I dug around online and located the syntax for the synaptic entry in the original fluxbox menu file. It looks like this:
[exec] (Synaptic) {aterm -tr +sb -fg white -T"Synaptic" -e su -c synaptic}
Cf. with the one I quote above:
[exec] (Synaptic) {su-to-root -X -c synaptic}
The restored original opens synaptic (and other root-terminal-based apps) perfectly.
So the problem is fixed, but I have no idea how all the menu entries got rewritten. I was fiddling with lots of menu configuration in different window managers, and I read somewhere that a core Debian menu can"repopulate" somehow with all recently installed apps. How I managed to do this, I have no clue. ????
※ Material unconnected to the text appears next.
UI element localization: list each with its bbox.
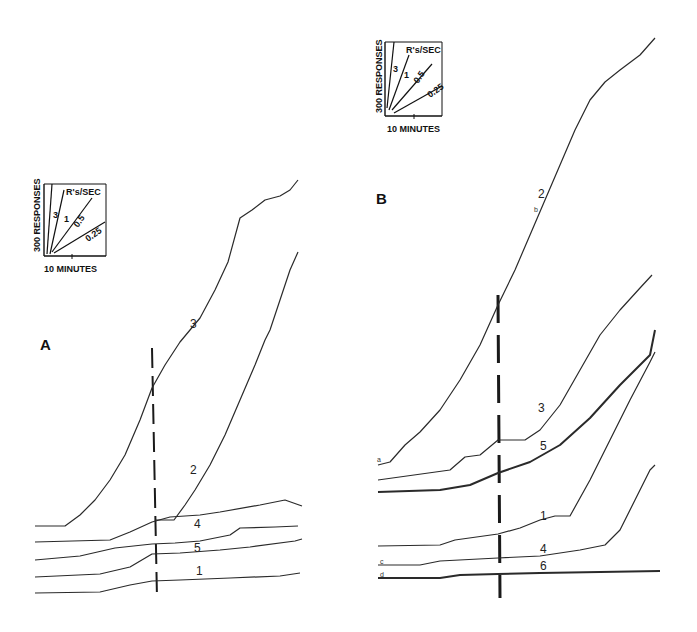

I dug around online and located the syntax for the synaptic entry in the original fluxbox menu file. It looks like this:
[exec] (Synaptic) {aterm -tr +sb -fg white -T"Synaptic" -e su -c synaptic}
Cf. with the one I quote above:
[exec] (Synaptic) {su-to-root -X -c synaptic}
The restored original opens synaptic (and other root-terminal-based apps) perfectly.
So the problem is fixed, but I have no idea how all the menu entries got rewritten. I was fiddling with lots of menu configuration in different window managers, and I read somewhere that a core Debian menu can"repopulate" somehow with all recently installed apps. How I managed to do this, I have no clue. ????